Sunday, February 17, 2013

Aliens: Colonial Marines Review



Aliens: Colonial Marines is finally out after about seven years in development and now it's time to find out if it's a stand up fight or just another bug hunt. Colonial Marines picks up some seventeen weeks after Aliens where a group of marines who have received a distress call from Cpl. Dwayne Hicks,  are sent out to investigate the Sulaco which has mysteriously found itself back above LV-426. Once aboard the Sulaco things quickly go to hell when your squad runs into xenos and Weyland Yutani soldiers, which eventually leads to you being back at Hadley's Hope. This all leads to the most obvious twist and the biggest none ending I've seen in gaming after an atrocious boss battle. But none of the story really matter because it's all just an excuse to bring you filled a nostalgia filled romp, such as half of Bishops body and Newts doll. But this is all good for about the first hour but revisiting things from the movie can only get you so far. The only thing that they've nailed is the sound design, the pulse rifle sounds exactly like it should. Once the nostalgia wears off all your left with is a mediocre shooter that looks like it's ten years old, it's really just filled with things that have been done in games before and frankly a hell of a lot better.

This game comes with some truly awful AI, I don't remember the Aliens in the movie just standing in one spot and letting themselves get mowed down by pulse rifle rounds. Aren't the Aliens supposed to be the perfect hunters, these aliens just stand there and die in four shots. This diffuses any sense of tension this game has knowing that the xenos are so severely under powered. The game also suffers from quiet a few glitches my favorite being that every once in awhile the gun in your hands just disappears, but it's not just limited to that you'll also have the occasional enemy that teleports and you'll also quiet frequently clip through objects.  To break up the pace of just shooting xenomophs you'll also find yourself gunning down Weyland Yutani soldiers, a few clunky power loader sequences, and one horrid stealth sequence. If you are compelled to play this you also have some collectibles to get like audio logs (which don't add anything to alien lore), Weapons from the movies like Hicks' shotgun and Hudson's pulse rifle, and dog tags of the characters in the movie. You can also play the whole campaign in 4 player coop but this really adds nothing and just serves to make the already easy campaign easier.

And once you get through all of that we get to the multiplayer where even more problems arise. The multiplayer consists of two squads one of marines and one of aliens squaring off in multiplayer modes that range from traditional team death match to a left for dead like mode called escape, but the multiplayer modes are all just really boring. Also the aliens are still under powered in the multiplayer, so they still can't catch a break. This partly comes from the fact that you can level up your colonial marine during the single player so when you jump into multiplayer your "state of the bad-ass art".

What this game comes down to is one bad generic shooting sequence after another. So Gearbox was trying to make alien 3 look like a better movie and I'm here to say that they have succeeded, but probably not in the way they intended.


**Exercise directions**.
Which lines of the records below contain the word "localized"? Copy each of them out.

**Data provided**.
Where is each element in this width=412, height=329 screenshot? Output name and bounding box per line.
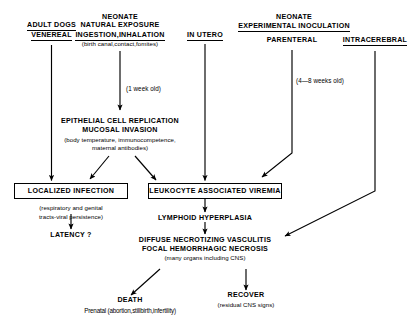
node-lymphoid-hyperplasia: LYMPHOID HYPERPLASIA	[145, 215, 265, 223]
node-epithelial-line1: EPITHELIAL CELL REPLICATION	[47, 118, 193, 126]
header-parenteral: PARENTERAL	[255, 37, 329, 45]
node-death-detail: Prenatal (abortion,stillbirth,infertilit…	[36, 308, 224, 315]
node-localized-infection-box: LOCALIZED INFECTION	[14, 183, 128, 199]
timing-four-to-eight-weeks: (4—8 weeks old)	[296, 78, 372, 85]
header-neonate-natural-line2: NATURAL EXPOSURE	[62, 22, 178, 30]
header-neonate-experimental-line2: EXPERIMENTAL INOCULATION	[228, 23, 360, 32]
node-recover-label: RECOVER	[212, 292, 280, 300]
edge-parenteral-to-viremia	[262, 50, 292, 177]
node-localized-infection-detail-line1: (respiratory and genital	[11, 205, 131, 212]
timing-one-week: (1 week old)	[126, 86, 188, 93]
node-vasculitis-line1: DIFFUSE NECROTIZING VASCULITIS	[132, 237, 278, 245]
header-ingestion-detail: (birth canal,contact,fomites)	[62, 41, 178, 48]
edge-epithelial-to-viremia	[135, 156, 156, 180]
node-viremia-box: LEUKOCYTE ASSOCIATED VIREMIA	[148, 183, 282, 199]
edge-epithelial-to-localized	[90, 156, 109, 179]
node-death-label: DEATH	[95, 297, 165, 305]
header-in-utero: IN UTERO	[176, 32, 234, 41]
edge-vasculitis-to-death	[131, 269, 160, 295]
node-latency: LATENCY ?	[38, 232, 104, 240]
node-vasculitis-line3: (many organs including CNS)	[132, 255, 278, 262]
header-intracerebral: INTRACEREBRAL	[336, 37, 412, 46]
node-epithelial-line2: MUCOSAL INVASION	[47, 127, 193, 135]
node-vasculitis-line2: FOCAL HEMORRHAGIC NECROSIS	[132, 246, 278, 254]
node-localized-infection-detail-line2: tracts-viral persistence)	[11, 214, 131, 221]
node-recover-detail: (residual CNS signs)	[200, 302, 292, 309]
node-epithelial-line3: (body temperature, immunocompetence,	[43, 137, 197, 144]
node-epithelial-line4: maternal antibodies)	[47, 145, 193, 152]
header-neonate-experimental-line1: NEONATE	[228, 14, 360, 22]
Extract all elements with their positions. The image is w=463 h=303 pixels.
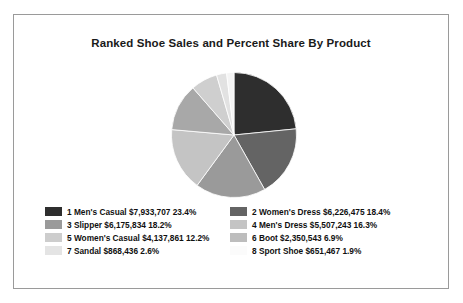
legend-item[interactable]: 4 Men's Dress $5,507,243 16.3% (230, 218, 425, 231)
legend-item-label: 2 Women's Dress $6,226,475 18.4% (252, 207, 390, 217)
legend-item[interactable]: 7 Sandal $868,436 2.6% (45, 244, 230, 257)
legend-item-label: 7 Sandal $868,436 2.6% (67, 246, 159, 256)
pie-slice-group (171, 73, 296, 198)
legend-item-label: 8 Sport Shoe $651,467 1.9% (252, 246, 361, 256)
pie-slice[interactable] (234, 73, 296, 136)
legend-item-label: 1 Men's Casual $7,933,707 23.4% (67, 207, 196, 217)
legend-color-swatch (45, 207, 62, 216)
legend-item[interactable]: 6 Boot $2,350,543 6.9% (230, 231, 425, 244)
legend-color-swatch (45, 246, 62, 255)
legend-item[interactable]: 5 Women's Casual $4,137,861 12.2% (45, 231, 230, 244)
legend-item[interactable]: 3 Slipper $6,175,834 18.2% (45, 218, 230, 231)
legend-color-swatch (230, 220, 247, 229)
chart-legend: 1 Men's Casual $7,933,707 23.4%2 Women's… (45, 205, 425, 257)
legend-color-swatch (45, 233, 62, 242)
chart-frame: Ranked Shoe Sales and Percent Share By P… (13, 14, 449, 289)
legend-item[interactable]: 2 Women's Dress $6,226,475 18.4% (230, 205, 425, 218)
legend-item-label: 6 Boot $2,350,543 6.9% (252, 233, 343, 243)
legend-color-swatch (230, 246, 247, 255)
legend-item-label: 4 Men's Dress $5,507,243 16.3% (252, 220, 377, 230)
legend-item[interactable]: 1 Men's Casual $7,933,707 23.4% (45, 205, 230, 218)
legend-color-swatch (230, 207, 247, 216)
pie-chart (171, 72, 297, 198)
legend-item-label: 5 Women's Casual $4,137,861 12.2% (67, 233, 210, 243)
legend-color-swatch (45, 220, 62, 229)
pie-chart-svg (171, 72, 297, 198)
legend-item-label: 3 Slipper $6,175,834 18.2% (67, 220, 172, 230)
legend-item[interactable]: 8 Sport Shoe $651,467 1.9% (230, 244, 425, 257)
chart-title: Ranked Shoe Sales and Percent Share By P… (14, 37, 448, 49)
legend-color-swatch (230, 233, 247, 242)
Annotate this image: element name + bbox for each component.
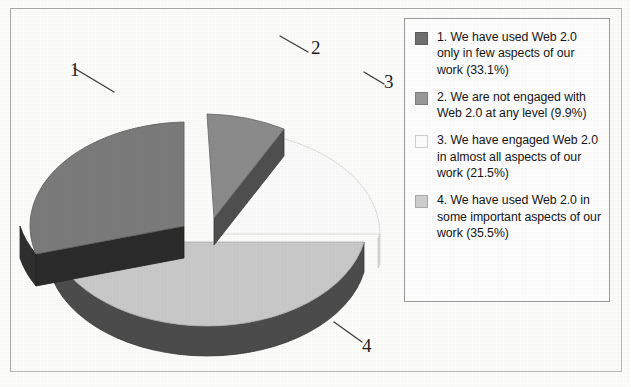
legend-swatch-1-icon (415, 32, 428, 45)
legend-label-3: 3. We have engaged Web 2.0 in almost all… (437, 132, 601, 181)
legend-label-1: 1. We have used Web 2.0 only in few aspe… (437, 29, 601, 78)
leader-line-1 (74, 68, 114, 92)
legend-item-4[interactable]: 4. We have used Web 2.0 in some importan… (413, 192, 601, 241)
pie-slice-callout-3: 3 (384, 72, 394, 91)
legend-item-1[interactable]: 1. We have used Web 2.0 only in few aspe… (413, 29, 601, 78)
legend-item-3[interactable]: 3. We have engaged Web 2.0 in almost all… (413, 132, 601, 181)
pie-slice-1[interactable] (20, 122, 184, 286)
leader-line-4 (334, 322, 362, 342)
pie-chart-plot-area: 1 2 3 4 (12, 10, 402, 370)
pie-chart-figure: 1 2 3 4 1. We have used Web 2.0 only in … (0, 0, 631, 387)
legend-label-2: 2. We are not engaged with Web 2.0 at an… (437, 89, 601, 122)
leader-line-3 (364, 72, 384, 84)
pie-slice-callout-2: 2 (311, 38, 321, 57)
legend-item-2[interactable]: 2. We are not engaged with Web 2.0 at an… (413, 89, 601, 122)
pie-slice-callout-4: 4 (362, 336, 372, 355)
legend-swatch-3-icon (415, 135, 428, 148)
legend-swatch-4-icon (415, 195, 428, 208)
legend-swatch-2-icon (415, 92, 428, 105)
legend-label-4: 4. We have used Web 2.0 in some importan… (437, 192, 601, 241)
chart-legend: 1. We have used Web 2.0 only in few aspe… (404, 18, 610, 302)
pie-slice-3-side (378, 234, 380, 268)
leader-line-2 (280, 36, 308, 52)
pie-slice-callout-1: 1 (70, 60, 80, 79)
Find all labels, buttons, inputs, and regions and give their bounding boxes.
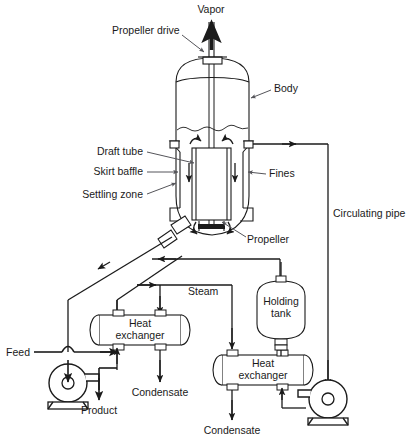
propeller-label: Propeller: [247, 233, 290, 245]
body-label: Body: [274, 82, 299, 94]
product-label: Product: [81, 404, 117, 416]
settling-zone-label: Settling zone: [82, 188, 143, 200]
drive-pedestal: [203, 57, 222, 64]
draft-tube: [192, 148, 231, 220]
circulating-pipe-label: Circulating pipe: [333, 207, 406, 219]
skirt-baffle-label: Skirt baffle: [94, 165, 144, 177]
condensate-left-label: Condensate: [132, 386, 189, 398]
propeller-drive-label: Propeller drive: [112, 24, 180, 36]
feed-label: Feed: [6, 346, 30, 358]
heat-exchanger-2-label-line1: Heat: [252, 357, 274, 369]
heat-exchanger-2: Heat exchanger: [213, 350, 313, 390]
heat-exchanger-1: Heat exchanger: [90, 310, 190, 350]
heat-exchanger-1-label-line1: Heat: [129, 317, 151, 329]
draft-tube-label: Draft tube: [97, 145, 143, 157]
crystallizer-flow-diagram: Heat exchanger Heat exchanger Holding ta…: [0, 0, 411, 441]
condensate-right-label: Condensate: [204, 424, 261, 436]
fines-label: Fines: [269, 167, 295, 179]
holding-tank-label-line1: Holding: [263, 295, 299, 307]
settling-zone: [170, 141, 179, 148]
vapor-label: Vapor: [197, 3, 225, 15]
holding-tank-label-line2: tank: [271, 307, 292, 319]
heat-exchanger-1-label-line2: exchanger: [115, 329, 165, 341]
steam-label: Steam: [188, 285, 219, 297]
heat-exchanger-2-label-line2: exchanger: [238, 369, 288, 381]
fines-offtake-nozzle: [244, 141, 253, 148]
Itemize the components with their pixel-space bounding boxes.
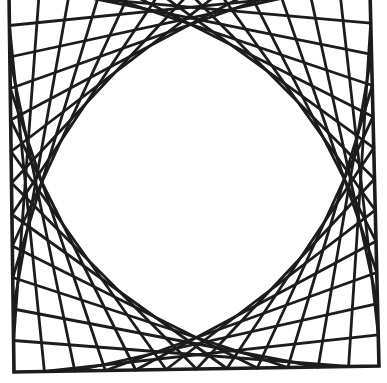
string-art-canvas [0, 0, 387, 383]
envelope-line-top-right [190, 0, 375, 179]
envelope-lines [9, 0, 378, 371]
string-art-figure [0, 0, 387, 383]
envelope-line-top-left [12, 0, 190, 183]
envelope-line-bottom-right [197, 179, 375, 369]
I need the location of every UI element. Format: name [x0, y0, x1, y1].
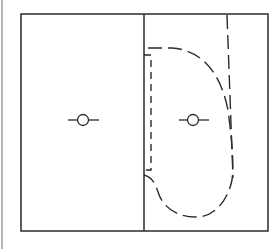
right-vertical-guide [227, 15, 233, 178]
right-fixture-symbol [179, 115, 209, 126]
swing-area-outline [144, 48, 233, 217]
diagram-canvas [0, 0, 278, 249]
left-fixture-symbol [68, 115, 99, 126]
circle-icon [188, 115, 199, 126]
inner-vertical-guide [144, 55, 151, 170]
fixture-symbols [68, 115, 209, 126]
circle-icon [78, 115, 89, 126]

**Output of the exercise**.
node-localized-infection-box: LOCALIZED INFECTION	[14, 183, 128, 199]
node-localized-infection-detail-line1: (respiratory and genital	[11, 205, 131, 212]
edge-epithelial-to-localized	[90, 156, 109, 179]
node-localized-infection-detail-line2: tracts-viral persistence)	[11, 214, 131, 221]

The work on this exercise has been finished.